The conference must respond to these problems in a practical way. It needs to review not only the operations and structures of the organisation but also the policies it has put in place to transform the economy, meet basic needs, ensure peace and stability, and contribute to the regeneration of Africa.
Past experience suggests the debate around these questions will be robust and frank. There are a variety of perspectives in the ANC on these issues. If the positions finally adopted by the conference are to reflect the views of the membership, then there needs to be a free exchange of ideas in ANC structures.
In addition to setting the direction of the ANC for the next five years, the conference will need to elect a national leadership collective fully capable of guiding the movement along the path determined by the membership. Branches will therefore need to debate the individual and collective qualities required of such leaders in the light of the current challenges facing the movement. They will need to ensure that this group of leaders broadly reflects the various sections of the motive forces and centres of authority, and that there is an appropriate gender balance and generational mix.
This conference will be the last before the ANC’s centenary in 2012. It must therefore set the tone and prepare the groundwork for an organisation which reaches its 100th year fully determined and ably equipped to complete the revolution that its founders set in motion.

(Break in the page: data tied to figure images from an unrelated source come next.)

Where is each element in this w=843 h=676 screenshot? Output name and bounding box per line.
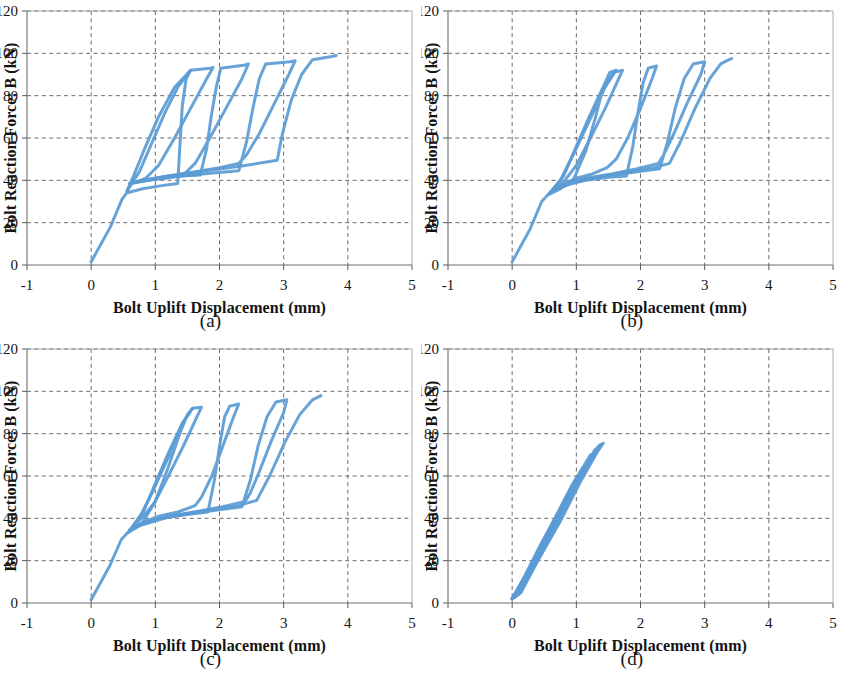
y-tick-label: 120 <box>421 3 439 19</box>
figure-grid: 020406080100120-1012345Bolt Uplift Displ… <box>0 0 843 676</box>
y-tick-label: 120 <box>421 341 439 357</box>
panel-c: 020406080100120-1012345Bolt Uplift Displ… <box>0 338 421 676</box>
x-tick-label: 0 <box>87 615 95 631</box>
x-tick-label: 5 <box>408 277 416 293</box>
panel-a-canvas: 020406080100120-1012345Bolt Uplift Displ… <box>0 3 416 317</box>
panel-b-plot: 020406080100120-1012345Bolt Uplift Displ… <box>421 0 843 338</box>
x-tick-label: 1 <box>152 277 160 293</box>
panel-b-canvas: 020406080100120-1012345Bolt Uplift Displ… <box>421 3 837 317</box>
x-tick-label: 5 <box>408 615 416 631</box>
panel-c-canvas: 020406080100120-1012345Bolt Uplift Displ… <box>0 341 416 655</box>
x-tick-label: -1 <box>21 615 34 631</box>
y-axis-title: Bolt Reaction Force: B (kN) <box>2 381 20 572</box>
panel-a-plot: 020406080100120-1012345Bolt Uplift Displ… <box>0 0 421 338</box>
x-tick-label: -1 <box>442 615 455 631</box>
x-tick-label: 3 <box>701 615 709 631</box>
x-tick-label: 0 <box>508 615 516 631</box>
panel-a: 020406080100120-1012345Bolt Uplift Displ… <box>0 0 421 338</box>
y-tick-label: 0 <box>432 257 440 273</box>
x-tick-label: -1 <box>21 277 34 293</box>
x-tick-label: 5 <box>829 277 837 293</box>
x-tick-label: 1 <box>573 615 581 631</box>
x-tick-label: 5 <box>829 615 837 631</box>
panel-d-canvas: 020406080100120-1012345Bolt Uplift Displ… <box>421 341 837 655</box>
y-tick-label: 0 <box>11 595 19 611</box>
y-tick-label: 0 <box>11 257 19 273</box>
x-tick-label: 2 <box>216 277 224 293</box>
panel-b-caption: (b) <box>421 310 843 332</box>
x-tick-label: 4 <box>344 615 352 631</box>
x-tick-label: 2 <box>637 615 645 631</box>
x-tick-label: 3 <box>280 615 288 631</box>
x-tick-label: 1 <box>152 615 160 631</box>
x-tick-label: 2 <box>637 277 645 293</box>
x-tick-label: 4 <box>765 277 773 293</box>
x-tick-label: 0 <box>508 277 516 293</box>
y-axis-title: Bolt Reaction Force: B (kN) <box>423 381 441 572</box>
y-axis-title: Bolt Reaction Force: B (kN) <box>2 43 20 234</box>
y-tick-label: 120 <box>0 341 18 357</box>
x-tick-label: 3 <box>701 277 709 293</box>
x-tick-label: 3 <box>280 277 288 293</box>
data-curve <box>512 443 603 599</box>
x-tick-label: 1 <box>573 277 581 293</box>
panel-b: 020406080100120-1012345Bolt Uplift Displ… <box>421 0 843 338</box>
panel-d-caption: (d) <box>421 648 843 670</box>
x-tick-label: 0 <box>87 277 95 293</box>
y-tick-label: 0 <box>432 595 440 611</box>
x-tick-label: 2 <box>216 615 224 631</box>
y-tick-label: 120 <box>0 3 18 19</box>
data-curve <box>512 70 616 262</box>
panel-c-plot: 020406080100120-1012345Bolt Uplift Displ… <box>0 338 421 676</box>
panel-a-caption: (a) <box>0 310 421 332</box>
panel-d: 020406080100120-1012345Bolt Uplift Displ… <box>421 338 843 676</box>
panel-d-plot: 020406080100120-1012345Bolt Uplift Displ… <box>421 338 843 676</box>
panel-c-caption: (c) <box>0 648 421 670</box>
y-axis-title: Bolt Reaction Force: B (kN) <box>423 43 441 234</box>
x-tick-label: -1 <box>442 277 455 293</box>
x-tick-label: 4 <box>765 615 773 631</box>
x-tick-label: 4 <box>344 277 352 293</box>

Among other things, this conference is being asked to set a target of at least one million members by 2012, thereby implementing, somewhat belatedly, a resolution of the ANC national conference in 1942.
If the ANC is to achieve this target, it will need to emerge from its 52nd National Conference with a programme to build structures like the Bram Fischer branch in every city, town and ward in the country. That is the central task the ANC must take up as it heads for Polokwane.